Jeremiah 28:10-11 – I Am Not My Yoke.

10 Then Hananiah the prophet took the yoke off the prophet Jeremiah’s neck and broke it. 11 And Hananiah spoke in the presence of all the people, saying, “Thus says the Lord: ‘Even so I will break the yoke of Nebuchadnezzar king of Babylon from the neck of all nations within the space of two full years.’ ” And the prophet Jeremiah went his way. Jeremiah 28:10-11, New King James Version

Rebekah Taussig in the August 28, 2020 issue of TIME magazine here https://time.com/5881597/disability-kindness/ is incensed. She has been navigating paralysis since she was a toddler. She can manage the medical implications, but chafes at what people make of them.

"Like the folks who try to do me a favor by keeping me separate from this disabled body of mine: All I see when I look at you is a beautiful woman. I don’t even notice your wheelchair! It’s meant as a kindness, but it feels like erasure."

She integrates disability as part of who she is rather than something to be magnanimously and ostentatiously ignored in statements like that one, or as other people's signal for her perpetual rescue. She charges, "This is the power of the one-dimensional, deeply embedded ableist script in our culture. Some bodies are Victims, others are Heroes."

I find that the reaction in Jeremiah 28:10-11 bubbles up from a different place. It beckons to a wider view. Jeremiah, having been told to fashion a yoke and to wear it before his people, could have imbued it with his identity as well as his craftsmanship. He could become Jeremiah the Yoked instead of Jeremiah the prophet of God called to display His glory in different ways in different situations.

If he had, his reaction to the refutation in these verses would have been antithetical to the one we see. Another prophet, Hananiah, breaks his yoke, contradicting part of his message. Rather than seeing the Gospel in the limitation Jeremiah labors under, Hananiah reacts by striking the prophet's burden that is immediately within reach.

Had Hananiah been around to watch Ms. Taussig assemble her wheelchair and transfer to it from her car in a time-refined process she has reduced to 30 seconds, he would have insisted on helping. Taussig feels part of her is being negated when this happens. She feels imposed upon by would-be heroes.

Jeremiah, however, goes his way in scriptural simplicity. He wore the yoke in matter-of-fact obedience motivated by faith. Yet that faith identity in God's eyes continues, yoke or no yoke. Relieved of it, Jeremiah still is who he is in God's eyes. His way is God's way, yoke or no yoke. Bearing a burden obediently is but one chapter in his God story showing one aspect of God's character.

Ms. Taussig even bristles in the course of her story at someone praying for her healing. The body she inhabits, and the roles and reactions it necessitates, have imprinted themselves on her soul. They have, at least insofar as one can determine from one article of eloquent indignation, obscured her view of God-ordained possibilities beyond what she has known heretofore. Faith is an affront to who she currently is rather than a tailwind toward what she might next experience.

As a Christian with cerebral palsy, I would like to be entirely otherwise. I would like to reach Paul's point of persistently asking God and the people God might use for relief.  Provide amelioration In whole or in part, my identity is intact and even enhanced by the un-calculating confession of my limitations. I would be convinced down to my bones that character-shaping blessings and challenges beckon apart from the diagnosis I now know.

Like Taussig, though, I get used to the status quo, although my Bible offers to open my eyes. My reaction wasn't all that different from hers when, after a show, a Christian artist came out into the crowd and offered to pray for me. I bristled, more consumed by pride's hold resisting the idea of being made an object lesson than considering this man's out-reaching love.

Submitting despite the battle within, by the grace of God I allowed this love to cover anything errant in his motivations. He prayed for healing, but he also gave me his cell phone number, and we have conversed many times since. We are two sons of Adam, two brothers in Christ.

We deal with different bodies and different experiences. Yet, we rely on the same Christ-conveyed power. He isn't entirely defined by his vocation as Singer any more than I am defined by cerebral palsy, especially as his opportunities to perform in public were curtailed as the pandemic unfolded. We are, day by day, realizing the same deep sense of identity in Him.

Yokes remind us. The breaking, negating, ignoring of our yokes also remind us who we are in Him.  They remind us that CHRIST'S yoke is easy and His burden is light. This is because OUR yoke, however onerous it might seem to the world, is solely for training purposes. Christ has paid for our sins. It is finished. In the Heavenlies, we are seen as complete in Him, even while the earthbound measure limbs, or IQs, and their functions to determine where we fit on the scale between the Heroic and those in need of rescue.

Others may take the time to hear and identify with the story behind our struggle, or they may be completely consumed with playing the hero in their own story. Which they do, and whether the seed of faith we plant grows, though, is up to Christ the ultimate Hero. My lasting diagnosis is not CP but obsession with Him and His purposes.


» **ASSIGNMENT**: What you return should be the full listing, word for word, without a single image.

» **EXCERPTED RECORDS**:
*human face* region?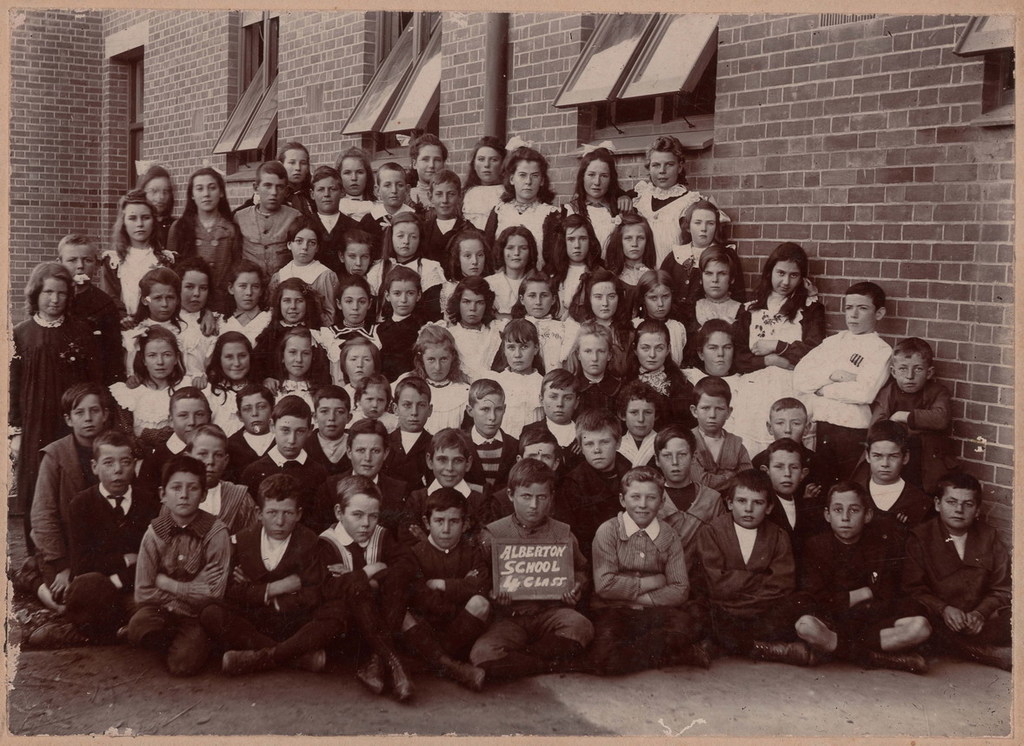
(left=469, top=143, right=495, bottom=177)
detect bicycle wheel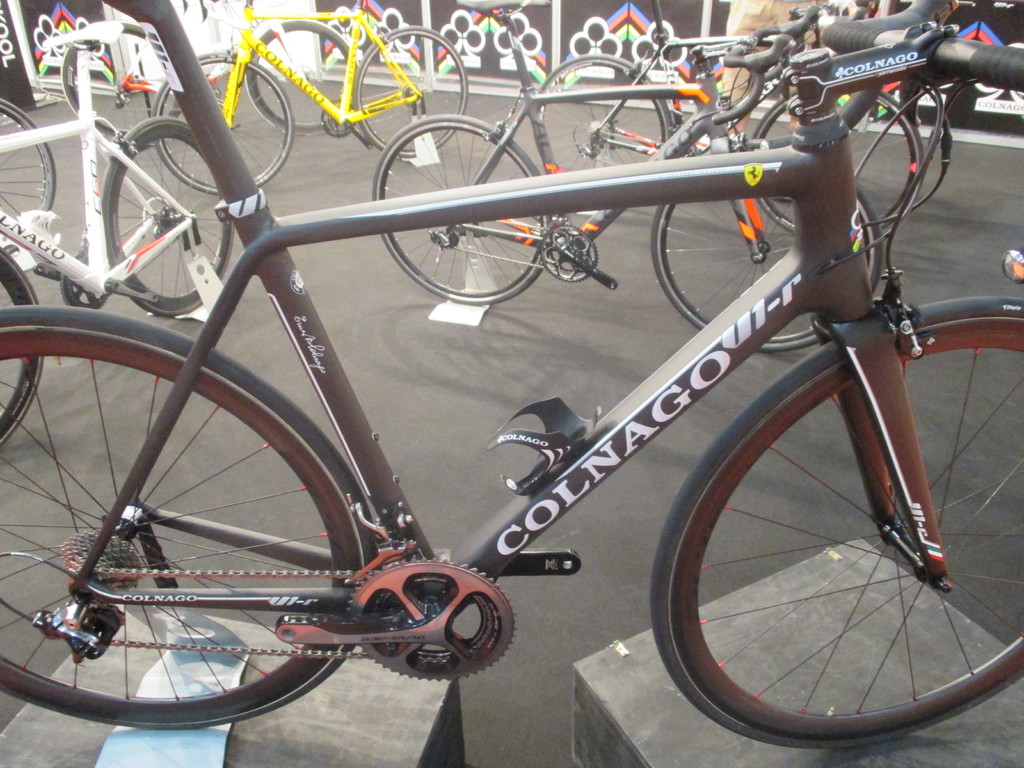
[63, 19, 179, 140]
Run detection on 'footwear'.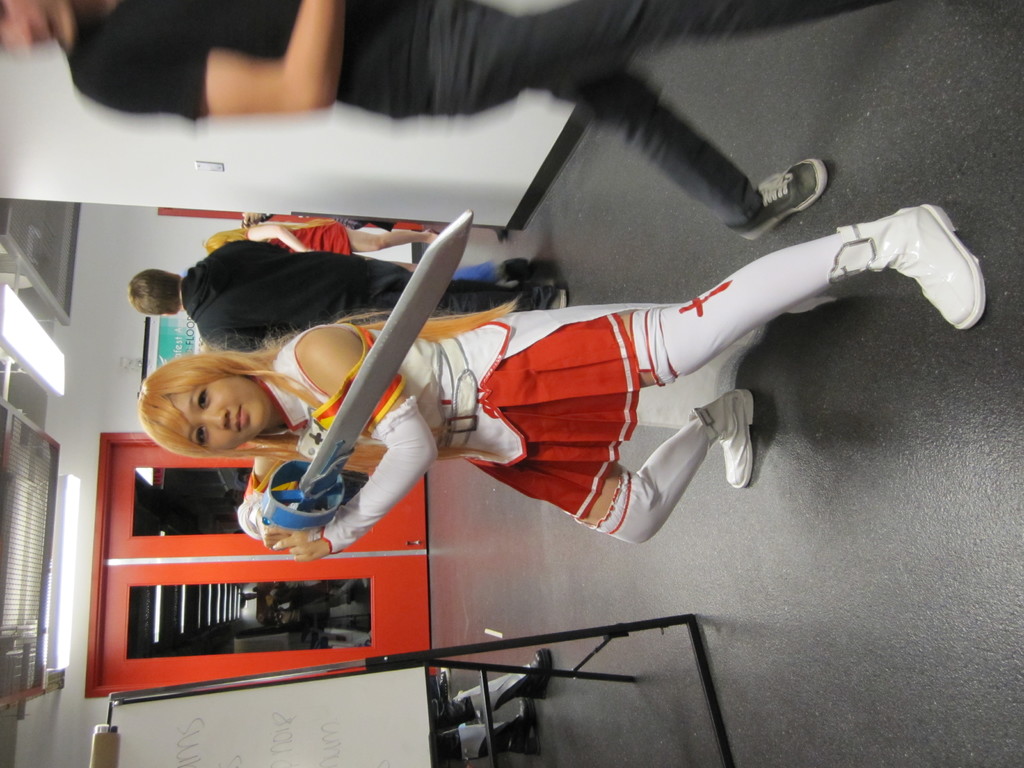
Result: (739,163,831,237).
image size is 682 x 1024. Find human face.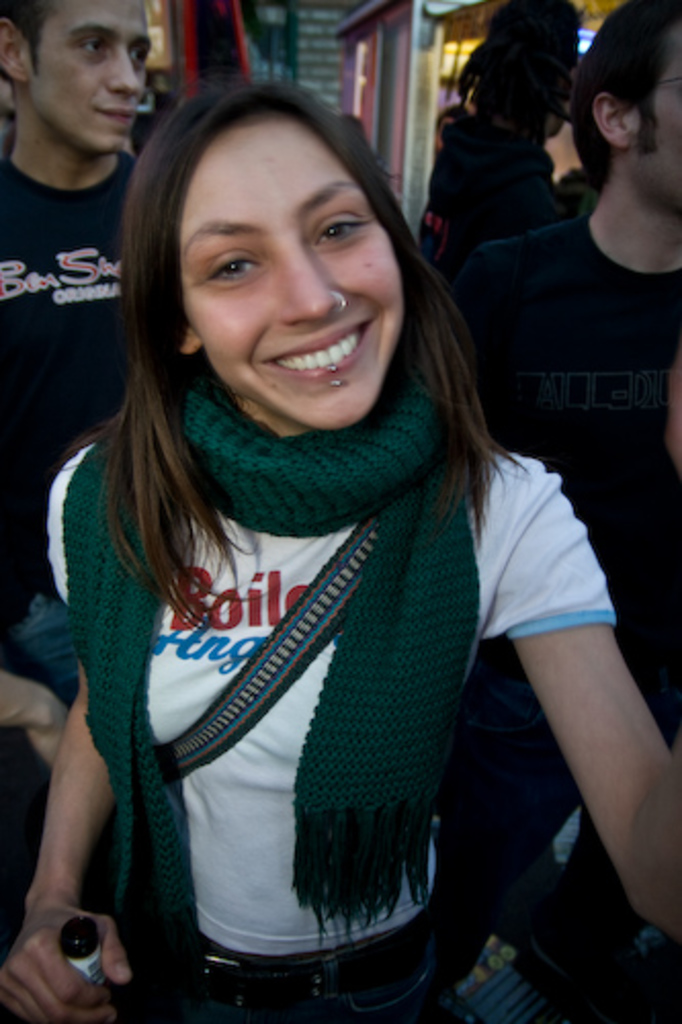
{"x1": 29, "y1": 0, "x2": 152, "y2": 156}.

» **TASK ANSWER**:
*human face* region?
(left=469, top=143, right=495, bottom=177)
detect bicycle wheel
[63, 19, 179, 140]
Run detection on 'footwear'.
Result: (739,163,831,237).
image size is 682 x 1024. Find human face.
{"x1": 29, "y1": 0, "x2": 152, "y2": 156}.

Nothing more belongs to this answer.